Efforts to strengthen UK universities will suffer if campaigns ignore their European counterparts

0 comments

Estimated reading time: 5 minutes

Moves to prove impact have led to a rise in campaign groups in support of public universities and the social sciences across the UK and Europe. Anne Corbett finds a worrying level of insularity in the UK’s organisations and argues that that there is space for a Campaign for European Universities to strengthen the impact of these groups.

This post was originally published on Europp – European Politics and Policy.

It is the London bus story all over again. You don’t see one for ages, then three come along. Recent weeks have produced three documents which tell us a great deal about the attitudes of universities to Europe and why ‘Europe’ in some form wants them to be more fully engaged.

Craig Calhoun, well known for wide-ranging work on big questions of the social sciences (and, of course, LSE’s new director), chose at least five alluring words for the title of his inaugural lecture: Knowledge Matters: the public mission of research universities. The content on the strategic possibilities for a research intensive institution like LSE was alluring too, especially given its commitment to public policy and high level social sciences. But for a Europeanist it was surprising that his scenario for a leading European university makes no mention of the Europe dimension. Yet the Bologna Process is out there gradually constructing a European Area of Higher Education, and the EU research strategy and ‘knowledge triangle’ of Europe2020 has big implications for institutions. The Calhoun bus however appears to be heading direct to the stop labelled ‘Global’.

Then there is the recently launched Campaign for the Defence of British Universities (CDBU). It has been mocked in blogs for its pride in claiming its Council includes 16 peers. And blogging registrars complain the CDBU treats them as a servant class and forgets that the 21st century has arrived. Despite these critiques, the CDBU’s strength is that it has been created essentially by public intellectuals and not the usual suspects of organised higher education, which gives it immediate political weight.
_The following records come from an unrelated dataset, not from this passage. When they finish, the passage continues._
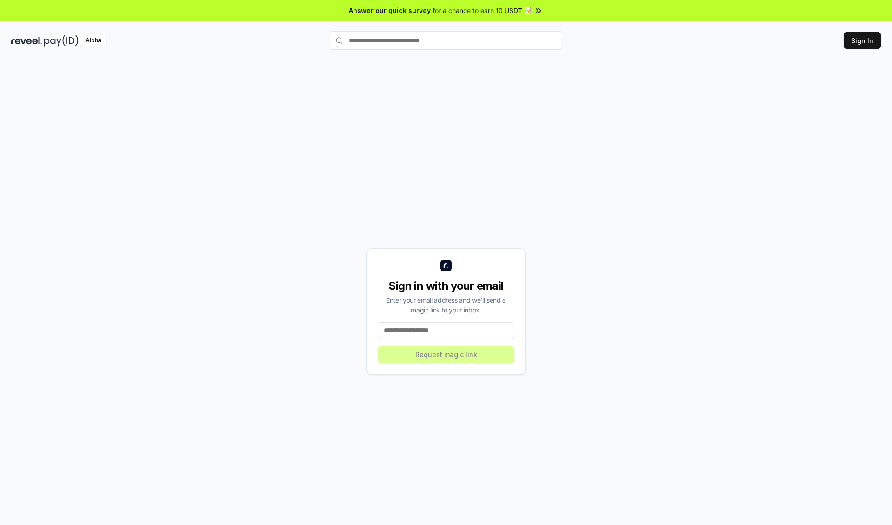 The width and height of the screenshot is (892, 525). Describe the element at coordinates (482, 10) in the screenshot. I see `span: for a chance to earn 10 USDT 📝` at that location.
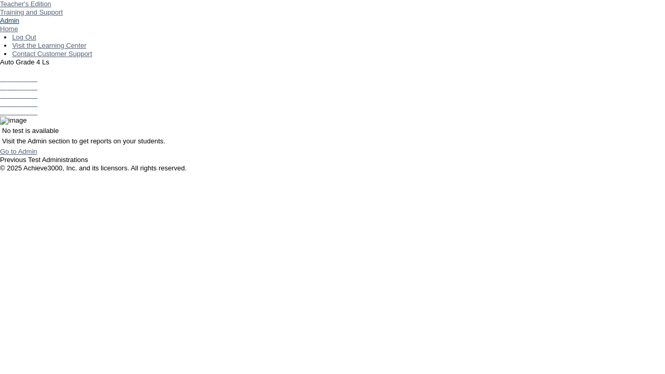 The height and width of the screenshot is (374, 665). What do you see at coordinates (332, 141) in the screenshot?
I see `p: Visit the Admin section to get reports on your students.` at bounding box center [332, 141].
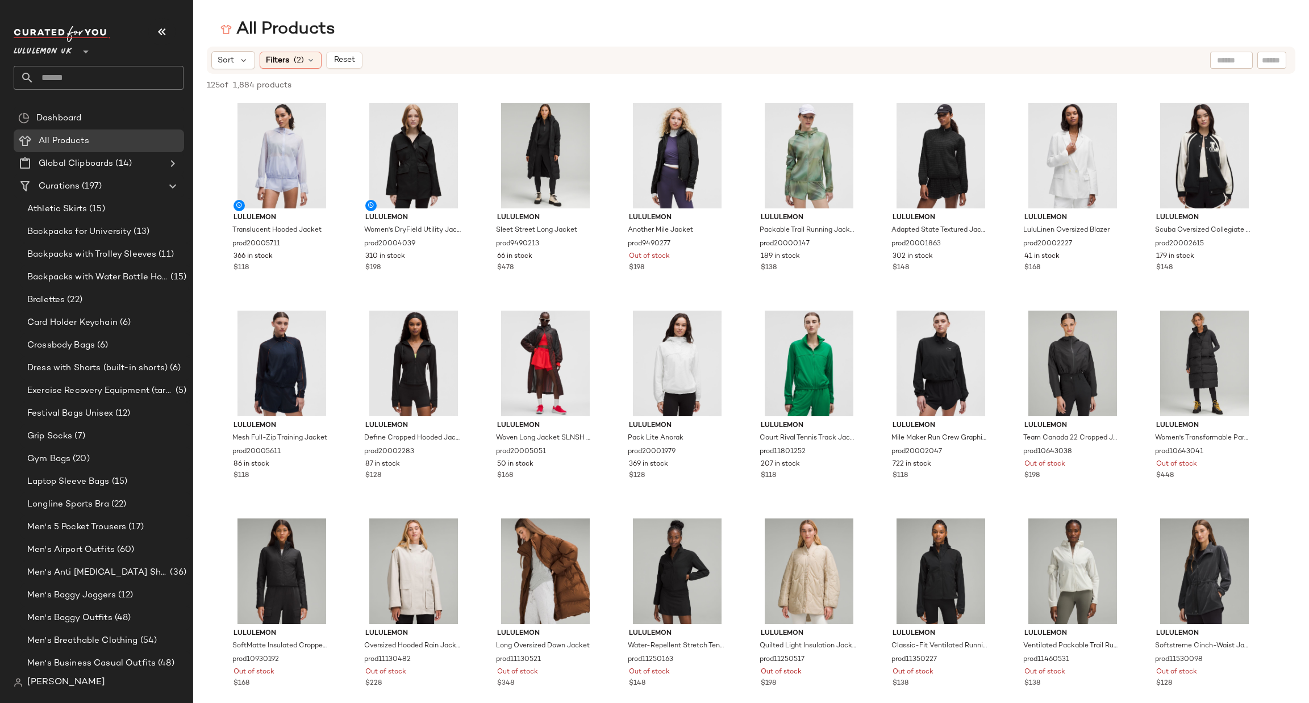 The image size is (1309, 703). Describe the element at coordinates (940, 646) in the screenshot. I see `span: Classic-Fit Ventilated Running Jacket` at that location.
More fundamentally, the founders are right to proclaim that there has been a vacuum where there should be an arena, for working out how the essential values of the university can be maintained when the political rhetoric is so geared to the economic values of efficiency and productivity.

The EEU report needs further study and evaluation. But in terms of university values, the main concern here is whether the EEU’s efforts are at the antipodes of CDBU concerns, as indicated in Figure 1. It is unequivocally instrumentalising the economic contribution of universities and arguing for the reforms of organisation and funding which would enable universities to be more effective in contributing to research and innovation. Yet it shows some understanding of how successful universities work in taking a strong stand against playing national political games with universities.

From a political science perspective I’d say that the differences between these three rather different contributions might be less important than the fact that universities are at the centre of their concerns. The present crisis, with economies in disarray, offers opportunities to make it clear why universities are important to European life.

Anne Corbett has recently had published ‘Principles, problems, politics: what does the historical record of EU cooperation in higher education tell the EHEA generation?’ In: Curaj, Adrian and Scott, Peter and Vlasceanu, Lazăr and Wilson, Lesley, (eds.) European Higher Education at the Crossroads: Between the Bologna process and national reforms. Springer, Dordrecht.

Note: This article gives the views of the author, and not the position of the Impact of Social Sciences blog, nor of the London School of Economics.

About the author:

Anne Corbett – LSE European Institute
Dr Anne Corbett is a Visiting Fellow in the European Institute of the London School of Economics and Political Science. She is the author of Universities and the Europe of Knowledge: Ideas, Institutions and Policy Entrepreneurship in European Union Higher Education, 1955-2005, Basingstoke, Palgrave (2005); and a former journalist.